TASK TO CARRY OUT
The output is the line holding "Image resolution: width=1718" and all lines after it to the end of the records below; restate them unchanged and add nothing.

━━ GIVEN RECORDS ━━

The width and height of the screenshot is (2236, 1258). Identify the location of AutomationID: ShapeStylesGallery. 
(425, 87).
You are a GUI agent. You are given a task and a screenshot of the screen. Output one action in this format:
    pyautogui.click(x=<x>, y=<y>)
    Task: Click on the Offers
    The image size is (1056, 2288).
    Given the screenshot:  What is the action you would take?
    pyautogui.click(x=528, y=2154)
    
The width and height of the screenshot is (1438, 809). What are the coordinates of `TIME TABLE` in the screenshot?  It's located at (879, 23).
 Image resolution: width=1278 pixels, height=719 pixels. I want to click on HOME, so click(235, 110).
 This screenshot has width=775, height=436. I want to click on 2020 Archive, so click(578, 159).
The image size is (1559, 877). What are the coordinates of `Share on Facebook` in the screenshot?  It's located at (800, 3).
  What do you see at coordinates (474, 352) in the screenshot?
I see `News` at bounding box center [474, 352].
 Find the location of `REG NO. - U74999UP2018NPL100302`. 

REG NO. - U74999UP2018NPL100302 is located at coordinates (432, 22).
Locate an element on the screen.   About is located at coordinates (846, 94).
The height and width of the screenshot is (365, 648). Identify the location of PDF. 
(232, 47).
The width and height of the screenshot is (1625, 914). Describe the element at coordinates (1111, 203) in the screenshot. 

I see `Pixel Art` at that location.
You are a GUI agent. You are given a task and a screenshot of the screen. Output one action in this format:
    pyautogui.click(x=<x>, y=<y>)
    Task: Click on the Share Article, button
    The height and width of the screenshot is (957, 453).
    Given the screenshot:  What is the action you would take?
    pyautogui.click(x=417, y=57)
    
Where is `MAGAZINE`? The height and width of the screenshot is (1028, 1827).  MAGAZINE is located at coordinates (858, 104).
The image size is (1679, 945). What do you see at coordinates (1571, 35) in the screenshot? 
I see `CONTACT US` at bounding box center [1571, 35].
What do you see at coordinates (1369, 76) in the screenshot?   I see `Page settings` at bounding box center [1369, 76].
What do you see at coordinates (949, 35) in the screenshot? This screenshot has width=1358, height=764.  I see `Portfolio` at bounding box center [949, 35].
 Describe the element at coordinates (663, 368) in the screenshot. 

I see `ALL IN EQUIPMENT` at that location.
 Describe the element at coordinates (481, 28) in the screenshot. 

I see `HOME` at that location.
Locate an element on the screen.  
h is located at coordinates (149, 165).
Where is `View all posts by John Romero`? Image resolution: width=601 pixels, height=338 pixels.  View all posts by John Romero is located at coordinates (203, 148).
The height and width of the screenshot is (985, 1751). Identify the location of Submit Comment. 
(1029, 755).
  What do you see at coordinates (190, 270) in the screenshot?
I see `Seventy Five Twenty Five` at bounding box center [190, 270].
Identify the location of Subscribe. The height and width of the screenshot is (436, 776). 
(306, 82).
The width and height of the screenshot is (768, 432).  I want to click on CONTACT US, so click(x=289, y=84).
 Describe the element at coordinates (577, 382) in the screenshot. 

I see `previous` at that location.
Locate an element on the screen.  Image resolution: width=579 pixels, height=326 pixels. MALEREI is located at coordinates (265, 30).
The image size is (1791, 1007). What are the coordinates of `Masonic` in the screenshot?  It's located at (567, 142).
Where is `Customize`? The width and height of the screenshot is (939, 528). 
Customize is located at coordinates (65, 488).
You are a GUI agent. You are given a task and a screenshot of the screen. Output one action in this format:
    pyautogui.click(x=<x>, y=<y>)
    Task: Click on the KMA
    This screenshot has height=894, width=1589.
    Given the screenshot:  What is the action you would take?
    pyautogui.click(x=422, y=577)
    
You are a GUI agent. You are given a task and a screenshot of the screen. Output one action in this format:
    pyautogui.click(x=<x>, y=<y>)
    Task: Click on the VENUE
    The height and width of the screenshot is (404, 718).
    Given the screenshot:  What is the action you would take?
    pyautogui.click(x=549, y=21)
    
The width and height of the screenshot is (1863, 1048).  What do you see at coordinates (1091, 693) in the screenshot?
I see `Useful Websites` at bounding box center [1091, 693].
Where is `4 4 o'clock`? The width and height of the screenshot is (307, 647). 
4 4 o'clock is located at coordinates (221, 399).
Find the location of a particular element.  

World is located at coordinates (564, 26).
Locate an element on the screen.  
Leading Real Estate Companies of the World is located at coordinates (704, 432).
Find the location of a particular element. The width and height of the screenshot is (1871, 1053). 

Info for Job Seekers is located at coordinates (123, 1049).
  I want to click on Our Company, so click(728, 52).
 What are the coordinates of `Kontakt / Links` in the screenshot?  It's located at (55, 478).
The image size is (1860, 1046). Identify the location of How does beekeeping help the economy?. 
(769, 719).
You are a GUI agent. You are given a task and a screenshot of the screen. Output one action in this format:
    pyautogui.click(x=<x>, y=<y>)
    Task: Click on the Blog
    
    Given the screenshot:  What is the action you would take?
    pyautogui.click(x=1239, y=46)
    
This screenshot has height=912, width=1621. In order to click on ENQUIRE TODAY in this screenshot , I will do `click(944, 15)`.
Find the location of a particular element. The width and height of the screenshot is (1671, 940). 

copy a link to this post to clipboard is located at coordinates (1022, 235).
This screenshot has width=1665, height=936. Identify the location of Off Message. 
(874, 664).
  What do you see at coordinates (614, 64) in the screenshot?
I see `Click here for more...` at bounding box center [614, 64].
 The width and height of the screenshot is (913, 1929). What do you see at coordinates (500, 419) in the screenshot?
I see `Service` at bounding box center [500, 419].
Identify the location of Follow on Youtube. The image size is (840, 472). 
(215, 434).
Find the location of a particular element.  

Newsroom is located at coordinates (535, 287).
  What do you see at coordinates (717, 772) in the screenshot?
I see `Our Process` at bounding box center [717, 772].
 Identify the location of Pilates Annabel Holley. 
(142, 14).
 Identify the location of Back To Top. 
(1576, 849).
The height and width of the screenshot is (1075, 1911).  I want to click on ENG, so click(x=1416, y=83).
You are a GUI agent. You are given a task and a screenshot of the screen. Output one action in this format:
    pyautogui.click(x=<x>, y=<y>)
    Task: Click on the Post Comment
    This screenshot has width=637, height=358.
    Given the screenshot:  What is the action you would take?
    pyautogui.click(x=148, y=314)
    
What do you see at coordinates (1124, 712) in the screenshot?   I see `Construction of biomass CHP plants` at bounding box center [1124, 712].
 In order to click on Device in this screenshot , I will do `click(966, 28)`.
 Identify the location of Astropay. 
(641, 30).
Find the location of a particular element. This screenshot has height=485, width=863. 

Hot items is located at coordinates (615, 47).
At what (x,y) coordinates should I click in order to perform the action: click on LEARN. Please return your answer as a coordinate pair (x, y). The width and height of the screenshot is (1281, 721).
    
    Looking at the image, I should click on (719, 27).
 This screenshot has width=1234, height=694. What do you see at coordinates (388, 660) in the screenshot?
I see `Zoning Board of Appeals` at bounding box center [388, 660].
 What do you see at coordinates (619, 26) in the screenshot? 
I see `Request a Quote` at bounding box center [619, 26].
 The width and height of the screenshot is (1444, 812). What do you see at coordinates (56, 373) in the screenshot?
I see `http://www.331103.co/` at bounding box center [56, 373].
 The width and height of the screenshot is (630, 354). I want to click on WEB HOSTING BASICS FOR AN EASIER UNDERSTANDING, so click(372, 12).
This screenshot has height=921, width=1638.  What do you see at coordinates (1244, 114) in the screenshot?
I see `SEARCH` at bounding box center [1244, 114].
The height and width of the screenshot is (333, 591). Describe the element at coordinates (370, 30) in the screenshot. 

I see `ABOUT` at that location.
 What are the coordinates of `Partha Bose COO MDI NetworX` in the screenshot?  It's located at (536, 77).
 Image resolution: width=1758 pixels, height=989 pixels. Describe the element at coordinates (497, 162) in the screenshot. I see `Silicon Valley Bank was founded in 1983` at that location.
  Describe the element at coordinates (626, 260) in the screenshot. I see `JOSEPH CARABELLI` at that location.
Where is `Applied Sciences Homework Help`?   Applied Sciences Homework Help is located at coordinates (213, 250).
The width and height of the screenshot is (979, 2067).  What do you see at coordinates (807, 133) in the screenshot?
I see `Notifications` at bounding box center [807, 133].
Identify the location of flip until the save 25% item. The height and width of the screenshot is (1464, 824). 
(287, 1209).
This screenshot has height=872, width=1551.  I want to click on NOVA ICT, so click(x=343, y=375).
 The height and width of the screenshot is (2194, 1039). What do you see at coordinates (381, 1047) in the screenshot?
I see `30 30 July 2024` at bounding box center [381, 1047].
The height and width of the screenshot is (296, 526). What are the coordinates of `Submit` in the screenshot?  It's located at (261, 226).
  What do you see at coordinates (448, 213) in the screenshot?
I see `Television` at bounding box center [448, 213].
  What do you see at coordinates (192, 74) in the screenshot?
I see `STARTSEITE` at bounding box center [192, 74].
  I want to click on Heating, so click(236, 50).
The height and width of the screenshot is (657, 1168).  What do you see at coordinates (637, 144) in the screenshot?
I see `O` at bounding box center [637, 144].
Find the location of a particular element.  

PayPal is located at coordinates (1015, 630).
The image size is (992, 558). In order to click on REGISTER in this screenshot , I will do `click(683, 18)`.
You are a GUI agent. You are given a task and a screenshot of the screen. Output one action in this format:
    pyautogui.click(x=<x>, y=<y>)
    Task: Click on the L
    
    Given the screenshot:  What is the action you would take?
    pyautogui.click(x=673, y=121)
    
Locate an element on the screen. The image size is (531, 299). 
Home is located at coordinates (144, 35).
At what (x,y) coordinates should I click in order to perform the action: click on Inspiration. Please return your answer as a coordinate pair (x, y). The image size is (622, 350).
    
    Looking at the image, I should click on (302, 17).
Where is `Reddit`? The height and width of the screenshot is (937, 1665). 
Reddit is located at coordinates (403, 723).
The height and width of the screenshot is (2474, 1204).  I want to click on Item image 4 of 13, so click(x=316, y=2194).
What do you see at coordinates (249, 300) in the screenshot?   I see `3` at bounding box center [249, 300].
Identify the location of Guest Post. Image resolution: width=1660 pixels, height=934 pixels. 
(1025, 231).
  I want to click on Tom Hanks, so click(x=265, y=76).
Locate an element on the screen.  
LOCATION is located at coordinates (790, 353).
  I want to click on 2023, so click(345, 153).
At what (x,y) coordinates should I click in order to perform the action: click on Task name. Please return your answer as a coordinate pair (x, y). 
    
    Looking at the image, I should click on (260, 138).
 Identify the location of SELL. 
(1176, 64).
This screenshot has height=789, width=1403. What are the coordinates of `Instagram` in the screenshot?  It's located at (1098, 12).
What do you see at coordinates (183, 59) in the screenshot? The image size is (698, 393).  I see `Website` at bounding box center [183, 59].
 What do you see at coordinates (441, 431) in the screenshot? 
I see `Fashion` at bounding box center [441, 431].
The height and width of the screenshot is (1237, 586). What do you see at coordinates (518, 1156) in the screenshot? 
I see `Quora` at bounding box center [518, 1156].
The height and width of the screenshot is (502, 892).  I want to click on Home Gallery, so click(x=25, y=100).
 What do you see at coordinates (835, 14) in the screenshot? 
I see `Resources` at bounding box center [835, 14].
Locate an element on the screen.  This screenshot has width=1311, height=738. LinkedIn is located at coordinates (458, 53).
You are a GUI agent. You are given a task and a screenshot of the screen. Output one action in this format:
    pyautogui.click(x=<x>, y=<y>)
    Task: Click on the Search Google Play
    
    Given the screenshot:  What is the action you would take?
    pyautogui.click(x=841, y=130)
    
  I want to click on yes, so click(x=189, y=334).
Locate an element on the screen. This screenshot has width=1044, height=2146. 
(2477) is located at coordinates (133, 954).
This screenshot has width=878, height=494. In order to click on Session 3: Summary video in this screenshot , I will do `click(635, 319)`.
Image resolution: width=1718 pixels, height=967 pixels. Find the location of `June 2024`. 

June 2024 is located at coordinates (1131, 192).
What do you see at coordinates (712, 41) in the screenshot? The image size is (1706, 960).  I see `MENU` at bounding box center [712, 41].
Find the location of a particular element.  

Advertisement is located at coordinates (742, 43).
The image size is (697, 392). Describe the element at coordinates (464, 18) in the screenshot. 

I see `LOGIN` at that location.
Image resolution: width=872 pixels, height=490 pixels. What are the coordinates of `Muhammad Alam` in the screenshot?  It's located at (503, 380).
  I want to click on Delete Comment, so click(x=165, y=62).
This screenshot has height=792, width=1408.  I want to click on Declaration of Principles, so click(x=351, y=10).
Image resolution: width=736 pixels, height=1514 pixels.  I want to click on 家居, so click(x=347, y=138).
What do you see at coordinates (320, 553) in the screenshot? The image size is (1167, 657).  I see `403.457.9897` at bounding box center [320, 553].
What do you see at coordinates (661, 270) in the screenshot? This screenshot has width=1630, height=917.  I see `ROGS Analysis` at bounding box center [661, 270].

━━━

EXPECTED ANSWER
Image resolution: width=1718 pixels, height=967 pixels. Find the location of `June 2024`. 

June 2024 is located at coordinates (1131, 192).
What do you see at coordinates (712, 41) in the screenshot? The image size is (1706, 960).  I see `MENU` at bounding box center [712, 41].
Find the location of a particular element.  

Advertisement is located at coordinates (742, 43).
The image size is (697, 392). Describe the element at coordinates (464, 18) in the screenshot. 

I see `LOGIN` at that location.
Image resolution: width=872 pixels, height=490 pixels. What are the coordinates of `Muhammad Alam` in the screenshot?  It's located at (503, 380).
  I want to click on Delete Comment, so click(x=165, y=62).
This screenshot has height=792, width=1408.  I want to click on Declaration of Principles, so click(x=351, y=10).
Image resolution: width=736 pixels, height=1514 pixels.  I want to click on 家居, so click(x=347, y=138).
What do you see at coordinates (320, 553) in the screenshot? The image size is (1167, 657).  I see `403.457.9897` at bounding box center [320, 553].
What do you see at coordinates (661, 270) in the screenshot? This screenshot has width=1630, height=917.  I see `ROGS Analysis` at bounding box center [661, 270].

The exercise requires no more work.